The delegates here at the annual Manning Networking Conference in Ottawa love it too. Some are pollsters, database experts, or candidates -- relative rockstars in the world of conservative campaigning. Many more are envelope-stuffers, phone-jugglers, and door-knockers. The people who grind out long days identifying voters one at a time, then drag them to the polls.

Laureen knows it's the conservative movement's ability to motivate and organize the people in this room that will determine how long she lives at 24 Sussex.

"I can't say this enough, but being part of a political party is like being part of a big family. A crazy family, with a few crazy relatives. But I love it," she says.

Blood is thicker than water

There are certainly some, shall we say, controversial uncles in the Manning crowd this year.

Ken Boessenkool was a strategist and senior policy advisor in Harper's PMO before joining B.C. Premier Christy Clark's office as chief of staff. He resigned in 2012 after allegedly making unwanted advances toward a more junior staffer at a bar in Victoria.

James Moore, the federal Industry Minister and top Conservative MP in B.C., was forced to apologize in December after making insensitive comments to a radio reporter about child poverty -- kicking off a firestorm on social media.

Tom Flanagan is credited with orchestrating Harper's early rise to power. He was ditched from the University of Calgary, the CBC, and the lineup of this conference last year after suggesting he had doubts about putting consumers of child pornography in jail.

Former Conservative cabinet minister Chuck Strahl stepped down last month as chair of the Security Intelligence Review Committee, the watchdog overseeing Canada's spy service, after it emerged that he was also a lobbyist for Enbridge.

582px version of Manning Conference
Flanagan. Boessenkool. Moore. Strahl. Controversial or not, Manning refuses to throw 'family members' under the bus. Photos: Alex Tétreault.

What does it say to put these team members on public display?

"They're still part of the conservative family, no matter what," Manning tells me. "Tom was sort of unfairly treated because people had to react very quickly to one particular incident. But once you have more time to think about it, it puts things in perspective. And you know, Chuck has served the public in dozens and dozens of ways."

City hall: 'the last bastion of the left'

The Conservative Party of Canada will occasionally demand Seppuku from an inconvenient retainer. But the conservative movement may still find use for their loyalty. Right now, it's all hands on deck. Because as if it weren't enough to defend a federal majority in 2015, conservative campaigners are branching out.

"There are 338 elected federal officials, with the new seats," explains Manning. "There's 760 elected provincial and territorial people. But there's well over 25,000 elected municipal officials, and some of these municipal governments are bigger than some provinces."

Through the Manning Centre for Building Democracy, his political training campus in Calgary, the old Reform Party founder is retooling conservative campaign machinery to focus on municipal races.

"Conservatives have tended to neglect that sphere and leave it up to the other guys, and we don't think we should do that anymore," he says. As this year's conference program puts it, city hall is the "last bastion of the left."

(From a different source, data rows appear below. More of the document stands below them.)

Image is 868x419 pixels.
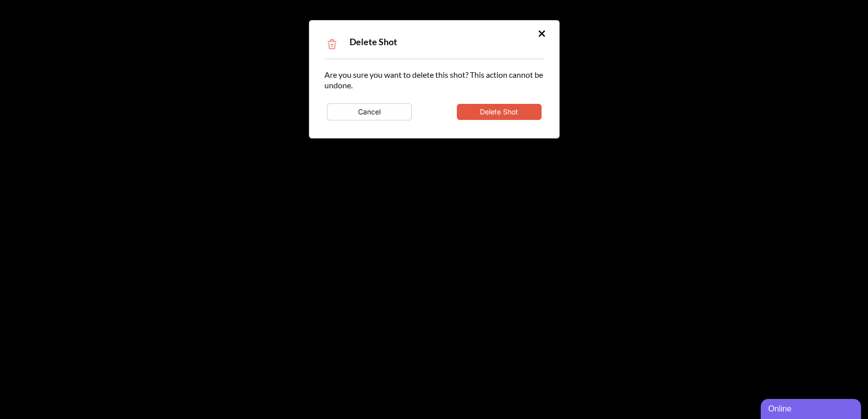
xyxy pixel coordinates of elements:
div: Are you sure you want to delete this shot? This action cannot be undone. [324,69,544,123]
img: Trash Icon [324,37,339,52]
button: Delete Shot [456,104,541,120]
span: Delete Shot [349,36,397,47]
button: Cancel [327,103,412,121]
iframe: chat widget [761,397,863,419]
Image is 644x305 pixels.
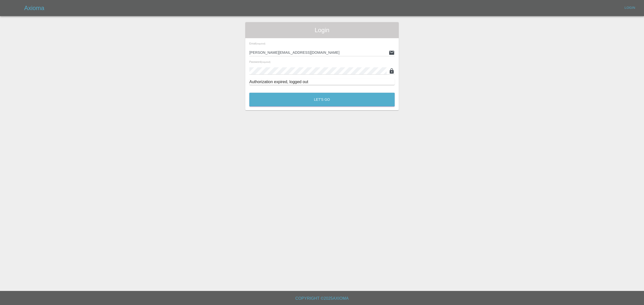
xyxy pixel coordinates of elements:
[261,61,270,63] small: (required)
[4,295,639,302] h6: Copyright © 2025 Axioma
[249,60,270,63] span: Password
[249,42,265,45] span: Email
[256,43,265,45] small: (required)
[249,93,395,107] button: Let's Go
[249,26,395,34] span: Login
[249,79,395,85] div: Authorization expired, logged out
[24,4,44,12] h5: Axioma
[622,4,638,12] a: Login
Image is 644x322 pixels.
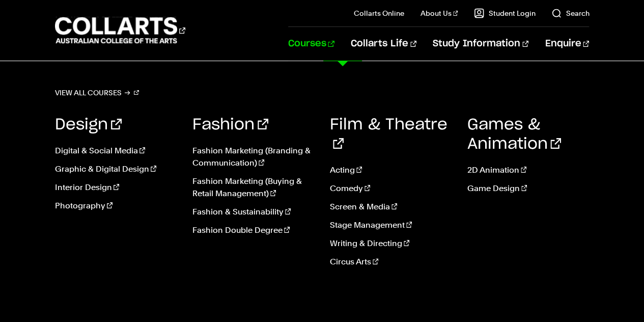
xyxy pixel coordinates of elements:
a: View all courses [55,85,139,100]
a: Graphic & Digital Design [55,163,177,176]
a: Comedy [330,183,452,195]
a: Collarts Online [354,8,405,18]
a: Collarts Life [351,27,417,60]
a: Courses [288,27,335,60]
a: Circus Arts [330,256,452,268]
a: Fashion Double Degree [193,224,315,237]
a: Student Login [474,8,536,18]
a: Stage Management [330,219,452,232]
a: Screen & Media [330,201,452,213]
a: Design [55,117,121,133]
a: Fashion Marketing (Buying & Retail Management) [193,176,315,200]
a: Fashion [193,117,269,133]
div: Go to homepage [55,15,185,45]
a: Game Design [467,183,589,195]
a: Interior Design [55,182,177,194]
a: Film & Theatre [330,117,448,152]
a: 2D Animation [467,164,589,176]
a: Digital & Social Media [55,145,177,157]
a: Fashion Marketing (Branding & Communication) [193,145,315,169]
a: Study Information [433,27,529,60]
a: Photography [55,200,177,212]
a: Search [552,8,589,18]
a: Writing & Directing [330,238,452,250]
a: Fashion & Sustainability [193,206,315,218]
a: About Us [421,8,458,18]
a: Acting [330,164,452,176]
a: Enquire [545,27,589,60]
a: Games & Animation [467,117,561,152]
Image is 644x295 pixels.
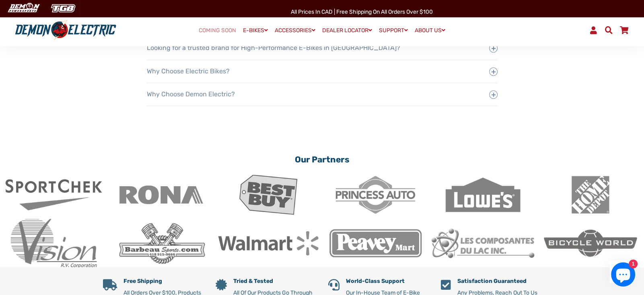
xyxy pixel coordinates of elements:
inbox-online-store-chat: Shopify online store chat [609,262,638,288]
a: E-BIKES [240,25,271,37]
a: DEALER LOCATOR [319,25,375,37]
h5: Satisfaction Guaranteed [458,278,542,285]
img: Demon Electric [4,2,43,15]
h2: Our Partners [109,155,535,164]
span: Why Choose Electric Bikes? [147,61,239,81]
a: COMING SOON [196,25,239,37]
span: All Prices in CAD | Free shipping on all orders over $100 [291,8,433,15]
button: Why Choose Electric Bikes? [147,60,498,83]
a: ABOUT US [412,25,448,37]
span: Looking for a trusted brand for High-Performance E-Bikes in [GEOGRAPHIC_DATA]? [147,38,410,58]
img: Demon Electric logo [12,20,119,40]
a: ACCESSORIES [272,25,318,37]
h5: Free Shipping [124,278,204,285]
button: Why Choose Demon Electric? [147,83,498,106]
span: Why Choose Demon Electric? [147,84,245,105]
h5: World-Class Support [346,278,429,285]
a: SUPPORT [376,25,411,37]
button: Looking for a trusted brand for High-Performance E-Bikes in [GEOGRAPHIC_DATA]? [147,37,498,59]
h5: Tried & Tested [234,278,316,285]
img: TGB Canada [47,2,80,15]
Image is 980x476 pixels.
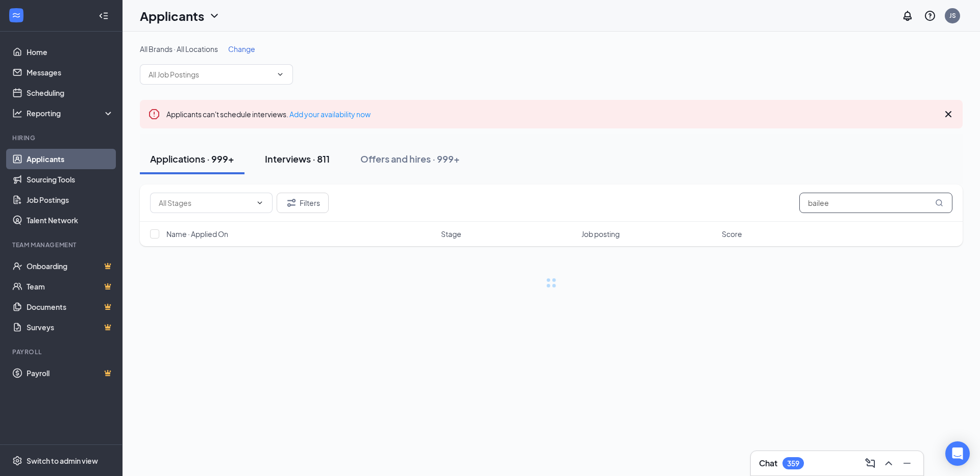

Rob Ford's stunning victory was accomplished largely in spite of the candidate. Now Ford's winning team is regrouping behind John Tory, the man they now hope can ward off Olivia Chow in Toronto's October election. Some of them are here this weekend.

B.C. holds its municipal elections in November. Seasoned veterans of both federal and provincial campaigns have been working since last fall on a plan to unseat Vancouver Mayor Gregor Robertson. They're at the convention centre too.

The stakes are high. The schedule is packed. The hospitality suites are stocked. This family reunion is just getting started.